Horning Students See How their Ideas Have Helped Manufacturing Firm

Posted on: February 6, 2019

horning students see how their ipad idea has helped weldall manufacturing with documenting welding jobs

Stephan Rice, quality insurance inspector, shows off how Weldall employees use iPads to a group of Horning Middle School students Friday. Lauren Anderson/Freeman Staff.

A lot has changed in the last two years at Weldall Manufacturing, thanks to the ideas of some middle-school consultants.

In 2013, students in Horning Middle School’s FLIGHT Academy — a multi-age personalized learning program—toured Weldall to learn about the company’s operations. They returned to school and brainstormed ideas for how the company could incorporate iPads into the plant’s daily operations.

The digital natives then presented their ideas to company representatives. Among them were using Facetime to communicate on the shop floor, using Time Station to clock in and out of jobs, taking photos of their work, taking notes electronically and cutting back on paper usage.

On Friday, those students were invited back to Weldall — this time to see the fruits of their labor. Students toured the facility with company representatives who pointed out areas at nearly every turn where iPads have helped increase efficiency and communication in their day-to-day operations.

Mike Shoen, Weldall operations manager, said the company has been using the tablets for about a year and the students’ ideas inspired their use.

In some cases, the efficiency and cost savings are very tangible. Before iPads, Shoen said, supervisors and managers used to print 200-plus pages of reports that detailed each project and its status every week. Now, they use their tablets, saving hundreds of dollars per year on paper costs.

All of the tablets are connected to employees’ desktops, allowing them to access email while out on the floor. Employees often use the tablets to take photos when there is an issue, which proves particularly useful when communicating with Weldall’s plant in Slinger and with customers.

“We can take a photo from our iPad and send it to each other or to a customer,” he said. “If a customer requires any kind of documentation, we can pull up inspection reports, blueprints, anything we have here, we can pull it up on the screen and take a screenshot and send it while they’re on the phone. So it’s live communication with our customers as well.”

The list of ways in which the iPads have proved useful is long. Many employees use the Notes app to jot down information about their projects — a feature Brian Cramer, quality inspector, estimates has saved him about 30 minutes every day.

“It gives us way more time,” supervisor Ken Lee said. “We can do in minutes what used to take hours.”

An app called eDrawings allows employees to view and browse product designs. Employees can use their iPads for making vacation requests. Google Translate has helped in several cases when workers needed to interpret foreign texts. The Weather Channel app notifies employees of tornado or thunderstorm warnings — a scenario that actually happened last fall, Shoen said.

All of those efficiencies, Cramer said, are good news for the company’s bottom line.

“Time is money for us,” Cramer said. “So the faster we get things done, the more money we make.”

‘You’ve Made a Difference’

Both Waukesha School District and Weldall representatives stressed the special nature of the project that had middleschoolers helping a company improve its operations. School Board member Bill Baumgart called it “one of most unique partnerships” he’s ever seen.

“There are partnerships where students go see a plant or a company,” he said. “But this is one of the very few I remember where you took that back and did something with it and then the company listened to you, got ideas from you and put them into play.”

Shoen applauded their work.

“And you’ll continue to make a difference by doing what you do. And keep those ideas passed on so that other people can get the benefits like we have.”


:: EXERCISE DESCRIPTION ::
Search the records for the string "title" and copy every line where it turns up.

:: TASK MATERIAL ::
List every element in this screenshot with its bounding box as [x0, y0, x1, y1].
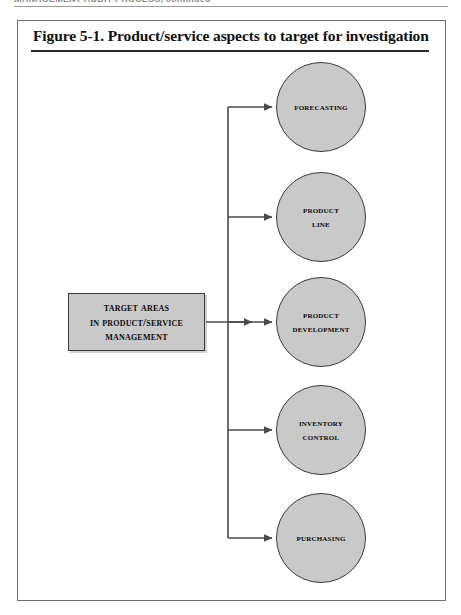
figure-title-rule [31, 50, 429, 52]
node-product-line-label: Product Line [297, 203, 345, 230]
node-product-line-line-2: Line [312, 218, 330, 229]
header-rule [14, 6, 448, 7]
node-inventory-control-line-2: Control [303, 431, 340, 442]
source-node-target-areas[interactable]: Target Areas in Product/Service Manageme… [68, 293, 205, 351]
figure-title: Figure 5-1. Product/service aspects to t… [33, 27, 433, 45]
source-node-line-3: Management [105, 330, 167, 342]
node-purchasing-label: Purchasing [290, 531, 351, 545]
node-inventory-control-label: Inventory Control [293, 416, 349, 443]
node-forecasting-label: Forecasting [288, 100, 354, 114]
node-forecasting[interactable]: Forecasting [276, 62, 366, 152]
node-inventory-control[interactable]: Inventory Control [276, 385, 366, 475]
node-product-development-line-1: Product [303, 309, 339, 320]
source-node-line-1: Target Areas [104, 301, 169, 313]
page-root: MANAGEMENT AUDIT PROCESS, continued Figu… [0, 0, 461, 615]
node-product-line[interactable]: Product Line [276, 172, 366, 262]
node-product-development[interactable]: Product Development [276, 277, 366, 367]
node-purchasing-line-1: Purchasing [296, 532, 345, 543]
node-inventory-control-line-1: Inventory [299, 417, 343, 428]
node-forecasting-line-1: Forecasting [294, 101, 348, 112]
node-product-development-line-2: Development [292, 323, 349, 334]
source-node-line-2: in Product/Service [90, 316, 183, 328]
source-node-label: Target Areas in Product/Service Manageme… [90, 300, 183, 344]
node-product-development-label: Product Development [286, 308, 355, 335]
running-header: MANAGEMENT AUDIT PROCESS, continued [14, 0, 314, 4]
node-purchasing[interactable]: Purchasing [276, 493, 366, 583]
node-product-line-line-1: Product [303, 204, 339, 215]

:: FINISHED EXERCISE ::
figure-title-rule [31, 50, 429, 52]
figure-title: Figure 5-1. Product/service aspects to t… [33, 27, 433, 45]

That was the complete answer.